I have enjoyed reading though Knowing God with a group of guys in our church over the last few months. Last night we did the final chapter on the Adequacy of God. This section jumped out at me from Packer:
We are unlike the Christians of New Testament times. Our approach to life is conventional and static; theirs was not. The thought of “safety first” was not a drag on their enterprise as it is on ours. By being exuberant, unconventional and uninhibited in living by the gospel they turned their world upside down, but you could not accuse us twentieth-century Christians of doing anything like that. Why are we so different? Why, compared with them, do we appear as no more than halfway Christians? Whence comes the nervous, dithery, take-no-risks mood that mars so much of our discipleship? Why are we not free enough from fear and anxiety to alow ourselves to go full stretch in following Christ? 
One reason, it seems, is that in our heart of hearts we are afraid of the consequences of going the whole way into the Christian life. We shrink from accepting burdens of responsibility for others because we fear we should not have strength to bear them. We shrink from accepting a way of life in which we forfeit material security because we are afraid of being left stranded. We shrink from being meek because we are afraid that if we do not stand up for ourselves we shall be trodden down and victimized, and end up among life’s casualties and failures. We shrink from breaking with social conventions in order to serve Christ because we fear that if we did, the established structure of our life would collapse all around us, leaving us without a footing anywhere. 
It is these half-conscious fears, this dread of insecurity, rather than any deliberate refusal to face the cost of following Christ, which make us hold back. We feel that the risks of out-and-out discipleship are too great for us to take.

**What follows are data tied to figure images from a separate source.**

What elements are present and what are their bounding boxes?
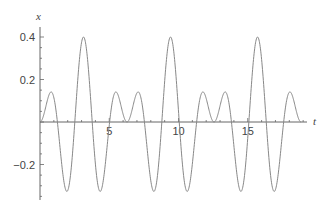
y-tick-label: −0.2 <box>13 159 35 171</box>
x-axis-label: t <box>313 115 317 127</box>
line-chart: 0.40.2−0.2 51015 x t <box>0 0 333 206</box>
y-tick-label: 0.2 <box>20 74 35 86</box>
x-tick-label: 10 <box>172 125 184 137</box>
y-tick-label: 0.4 <box>20 31 35 43</box>
y-axis-label: x <box>35 10 41 22</box>
data-series-line <box>40 37 301 191</box>
y-axis: 0.40.2−0.2 <box>13 27 44 200</box>
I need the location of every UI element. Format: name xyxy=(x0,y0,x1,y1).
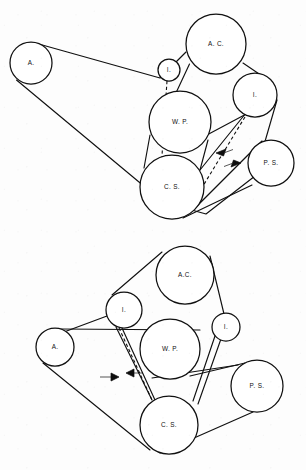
pulley-label-crankshaft-upper: C. S. xyxy=(164,183,180,190)
pulley-label-idler-left-lower: I. xyxy=(122,306,126,313)
pulley-label-idler-right-upper: I. xyxy=(253,91,257,98)
pulley-label-alternator-upper: A. xyxy=(28,59,35,66)
pulley-label-air-conditioning-upper: A. C. xyxy=(208,40,224,47)
upper-deflection-arrow-lower xyxy=(224,160,241,167)
pulley-label-idler-right-lower: I. xyxy=(224,323,228,330)
lower-deflection-arrow-left xyxy=(100,373,119,381)
diagram-page: A. A. C. I. I. W. P. C. S. P. S. xyxy=(0,0,306,470)
pulley-label-power-steering-upper: P. S. xyxy=(264,159,279,166)
pulley-label-power-steering-lower: P. S. xyxy=(250,382,265,389)
lower-belt-routing-panel: A. A.C. I. I. W. P. C. S. P. S. xyxy=(36,246,283,454)
pulley-label-idler-left-upper: I. xyxy=(167,66,171,73)
upper-belt-wp-left xyxy=(144,135,150,168)
upper-belt-routing-panel: A. A. C. I. I. W. P. C. S. P. S. xyxy=(10,14,294,219)
lower-belt-ac-left-run xyxy=(112,252,162,295)
pulley-label-air-conditioning-lower: A.C. xyxy=(178,271,192,278)
pulley-label-water-pump-upper: W. P. xyxy=(172,118,188,125)
belt-routing-diagram: A. A. C. I. I. W. P. C. S. P. S. xyxy=(0,0,306,470)
pulley-label-crankshaft-lower: C. S. xyxy=(161,421,177,428)
pulley-label-alternator-lower: A. xyxy=(52,343,59,350)
pulley-label-water-pump-lower: W. P. xyxy=(162,345,178,352)
upper-deflection-arrow-upper xyxy=(216,149,233,156)
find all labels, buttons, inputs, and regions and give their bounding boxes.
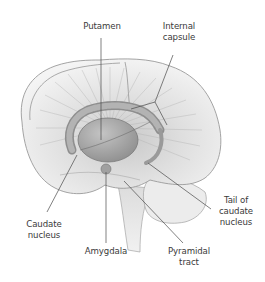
label-internal-capsule: Internal capsule — [157, 21, 201, 43]
label-tail-of-caudate: Tail of caudate nucleus — [214, 195, 258, 228]
label-pyramidal-tract: Pyramidal tract — [166, 246, 212, 268]
label-caudate-nucleus: Caudate nucleus — [22, 219, 66, 241]
label-putamen: Putamen — [80, 21, 124, 32]
diagram-canvas: Putamen Internal capsule Caudate nucleus… — [0, 0, 265, 282]
label-amygdala: Amygdala — [83, 246, 129, 257]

In other words, we are not persuaded of the adequacy of God to provide for all the needs of those who launch out wholeheartedly on the deep sea of unconventional living in obedience to the call of Christ. Therefore, we feel obliged to break the first commandment just a little, by withdrawing a certain amount of our time and energy from serving God in order to serve mammon. This, at bottom, seems to be what is wrong with us. We are afraid to go all the way in accepting the authority of God, because of our secret uncertainty as to his adequacy to look after us if we do.

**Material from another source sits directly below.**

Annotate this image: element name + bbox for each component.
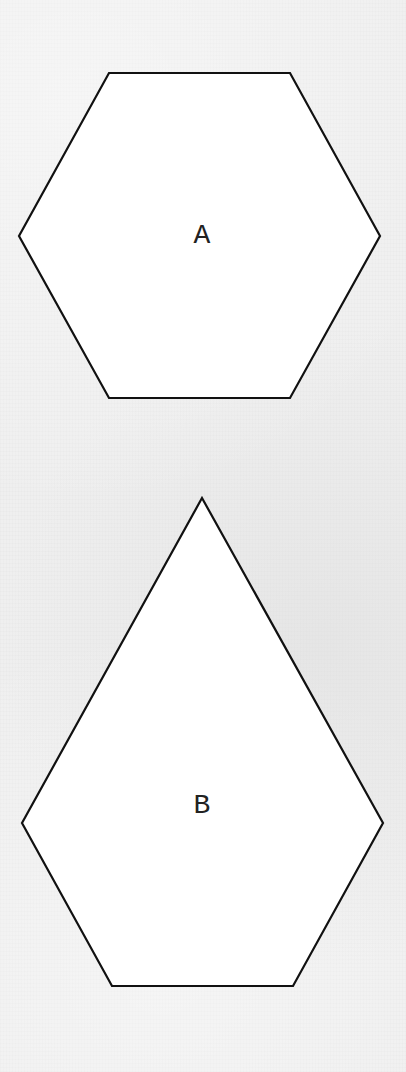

Now let us call a spade a spade. The name of the game we are playing is unbelief, and Paul’s “he will give us all things” stands as an everlasting rebuke to us. Paul is teling us that there is no ultimate loss or irreparable impoverishment to be feared; if God denies us something, it is only in order to make room for one or other of the things he has in mind. Are we, perhaps, still assuming that a person’s life consists, partly at any rate, in the things he possesses?
The mind of a western individual is that there is nothing he fears more than losing his own life because he lives for the moment. He has no hope of tomorrow. He has no concept of a God who is sovereign over all things. You can see this from the policies western governments have pursued during the Coronavirus pandemic. People are willing to sacrifice all their freedoms to simply stay alive. Why? Because they have no hope beyond the grave.

What Packer shows us here is that the same mindset runs through Western Christianity. It’s is a self focused pursuit which has no real and tangible belief in a God who is sovereign over all things. We live for “safety first”. It is a religion with sadly no hope beyond the grave. This explains why churches’ natural impulse was to close churches when Covid hit and many of them have not reopened. Why? Because preserving our physical, financial and social life is all that matters to the western christian. 

Packer rightly exposes the truth that this attitude runs counter to the impulse of true Christianity as practiced on the early churches. The early church did not live for “safety first”, they lived for Jesus first. They really had experienced the resurrection power of Jesus and knew the hope beyond the grave. How else does one explain why Stephen spoke so boldly knowing he may face death? How do we explain why all the apostles were martyred save one? Jesus had destroyed the idolatry of safety in them and replaced it with true worship of Him. And may He do the same in us.